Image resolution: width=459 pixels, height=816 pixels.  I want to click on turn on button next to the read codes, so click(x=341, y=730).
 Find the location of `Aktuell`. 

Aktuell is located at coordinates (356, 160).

---

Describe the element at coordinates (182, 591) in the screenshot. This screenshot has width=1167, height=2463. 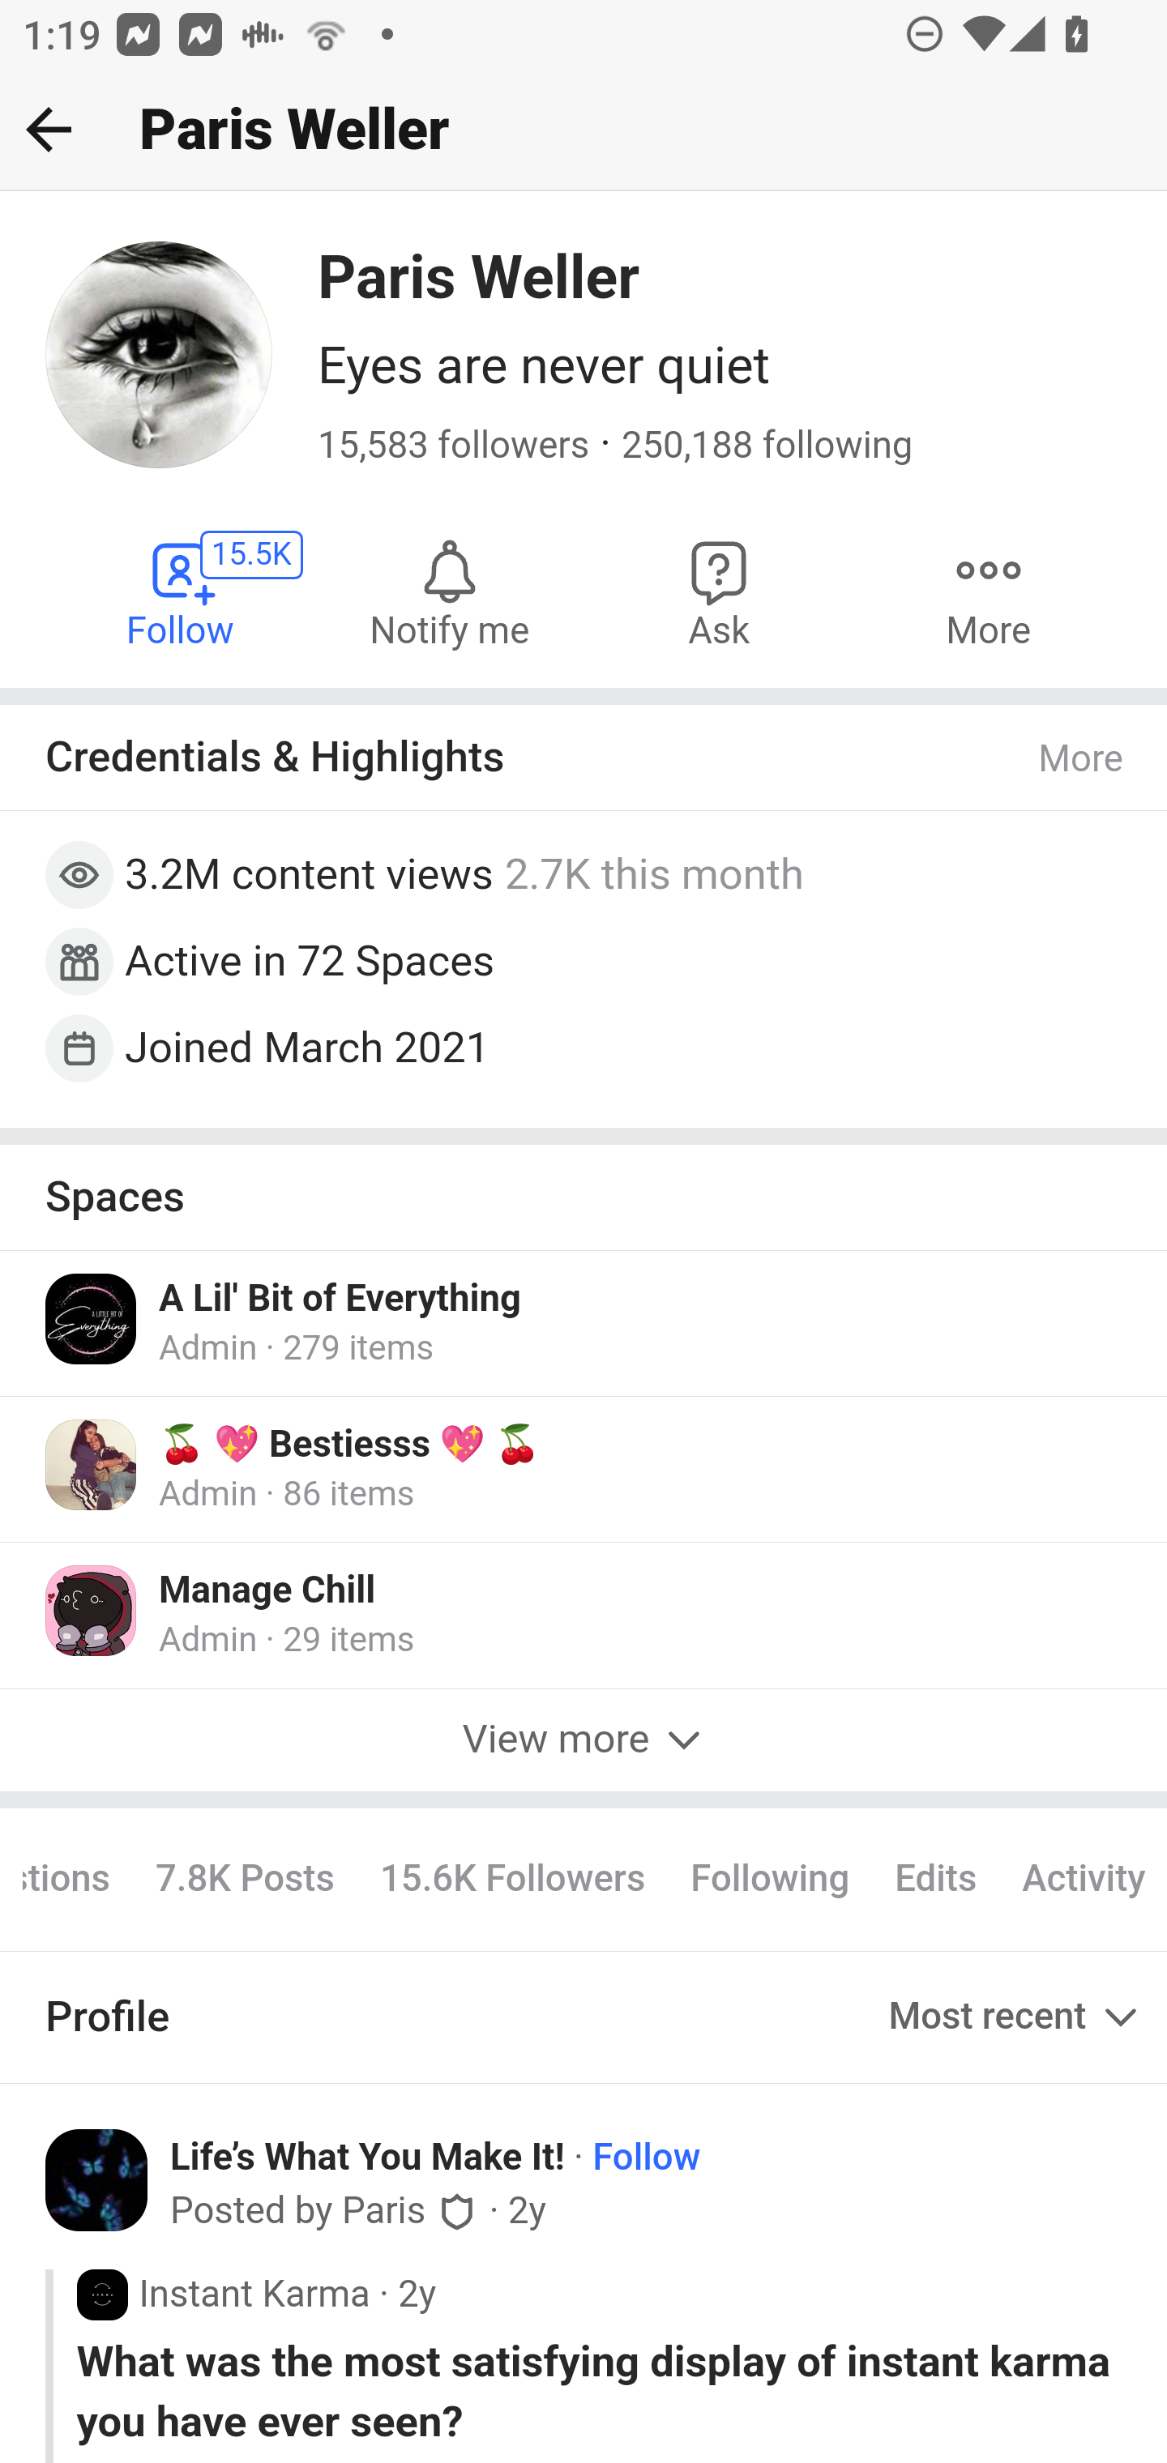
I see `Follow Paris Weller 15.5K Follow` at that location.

---

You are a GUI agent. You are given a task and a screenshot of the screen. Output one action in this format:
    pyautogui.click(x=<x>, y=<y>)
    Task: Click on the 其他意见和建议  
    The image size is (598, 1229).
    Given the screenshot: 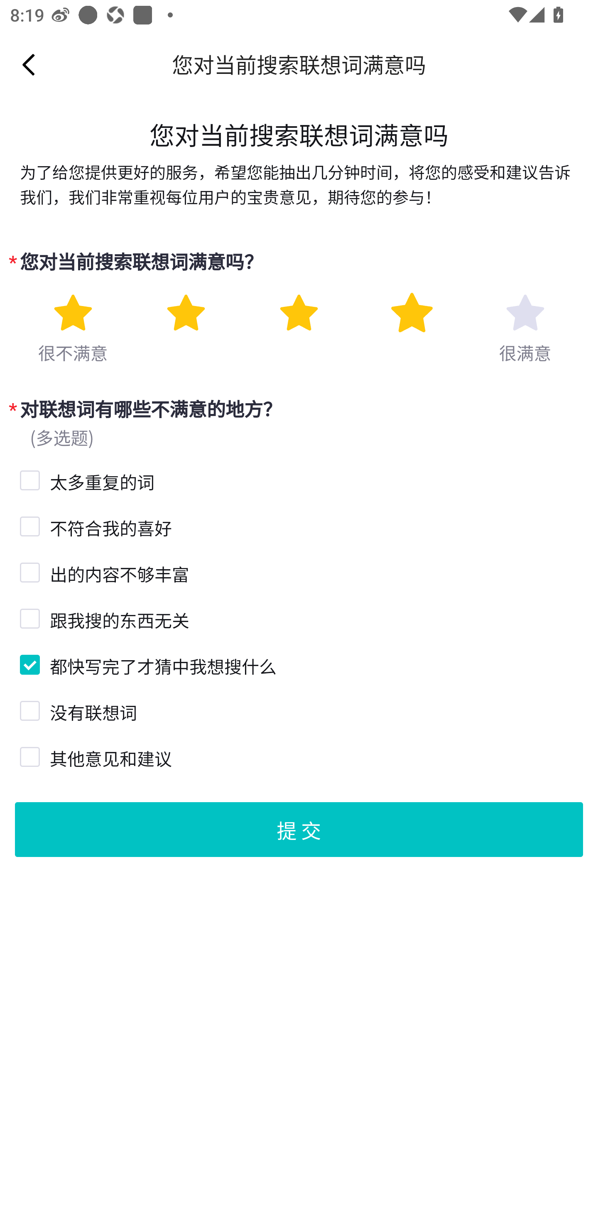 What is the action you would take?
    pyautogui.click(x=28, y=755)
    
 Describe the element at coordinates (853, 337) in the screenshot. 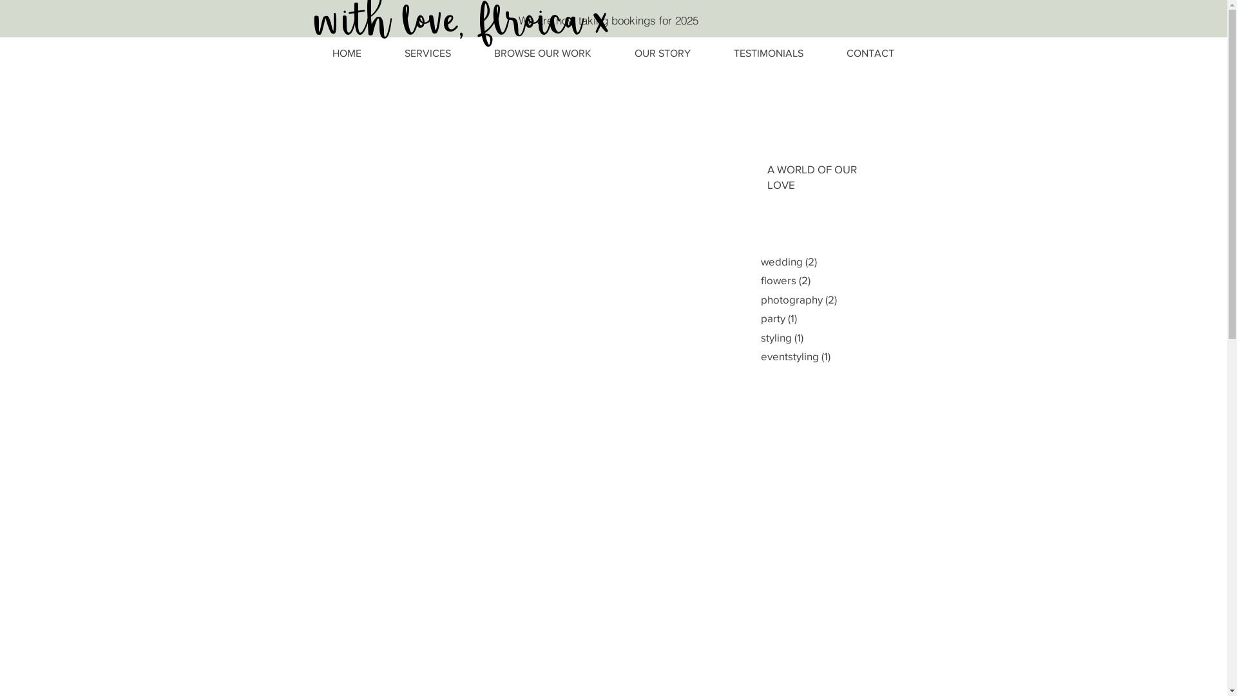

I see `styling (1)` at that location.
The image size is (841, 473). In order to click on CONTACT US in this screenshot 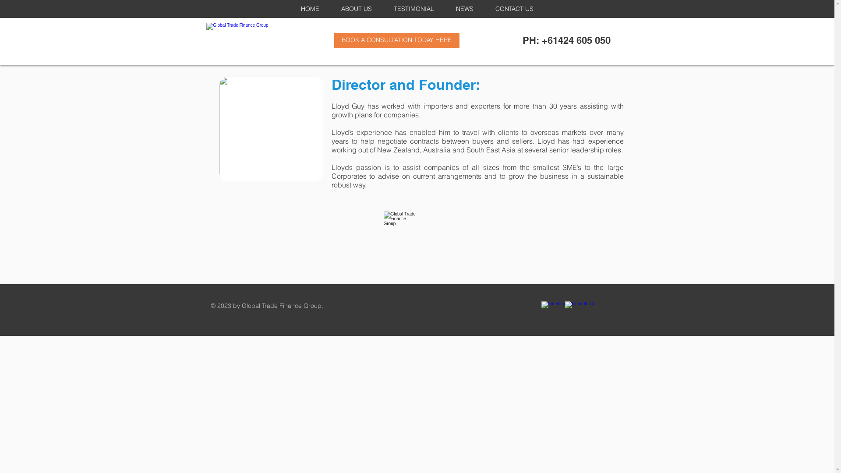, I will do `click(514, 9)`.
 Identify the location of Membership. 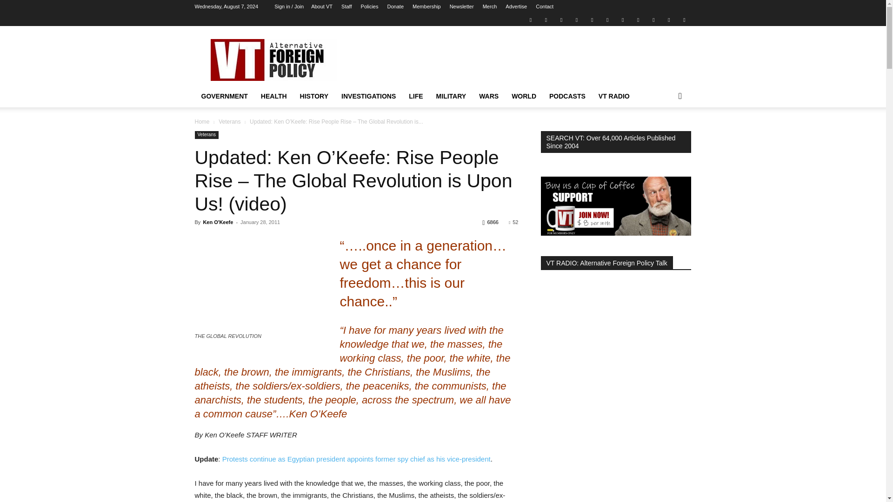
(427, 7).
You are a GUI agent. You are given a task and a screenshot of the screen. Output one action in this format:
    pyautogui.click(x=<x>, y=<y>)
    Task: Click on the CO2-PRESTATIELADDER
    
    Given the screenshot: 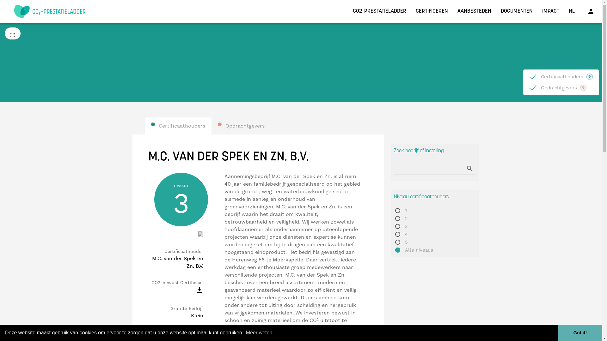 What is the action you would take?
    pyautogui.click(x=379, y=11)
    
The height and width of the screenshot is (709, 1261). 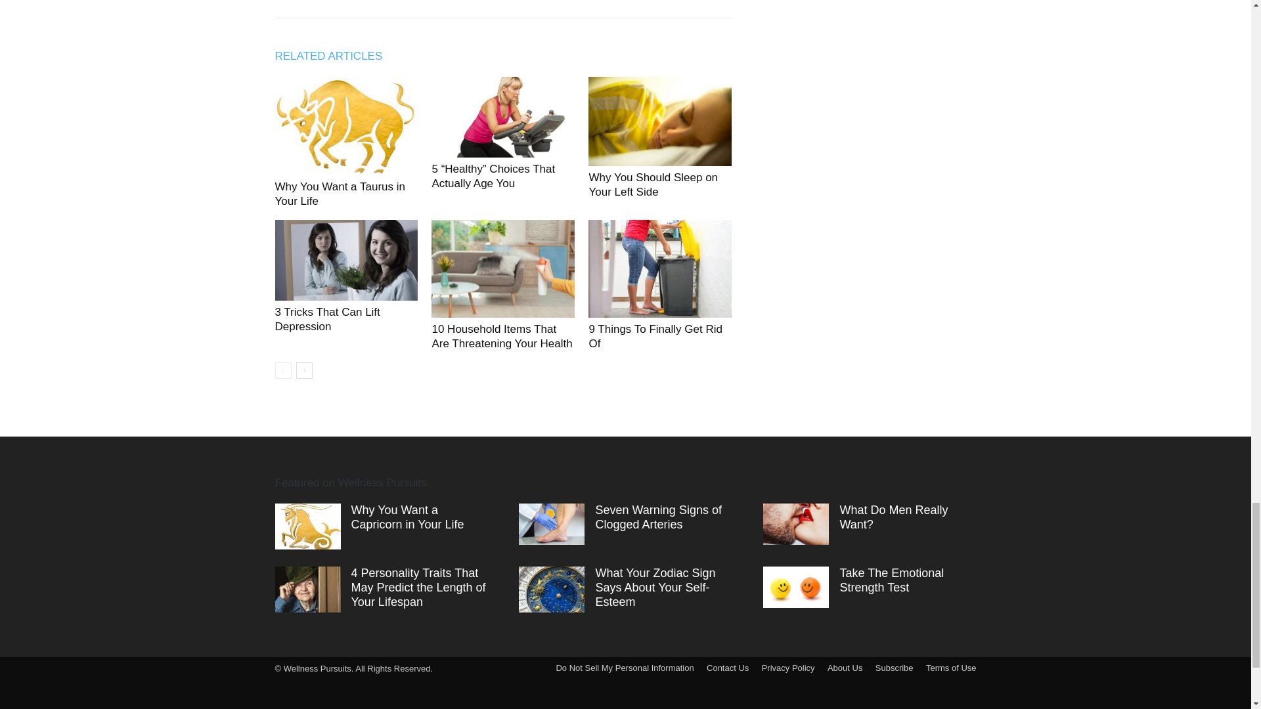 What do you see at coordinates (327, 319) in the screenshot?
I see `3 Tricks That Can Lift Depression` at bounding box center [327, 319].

---

Task description:
Within the listing above, the lines starting at the one containing "Identify the location of Membership." and ending at the one containing "Task: Click on the CO2-PRESTATIELADDER" are to be returned exactly. Omit the pictures.

Expected answer:
 Identify the location of Membership. 
(427, 7).
You are a GUI agent. You are given a task and a screenshot of the screen. Output one action in this format:
    pyautogui.click(x=<x>, y=<y>)
    Task: Click on the CO2-PRESTATIELADDER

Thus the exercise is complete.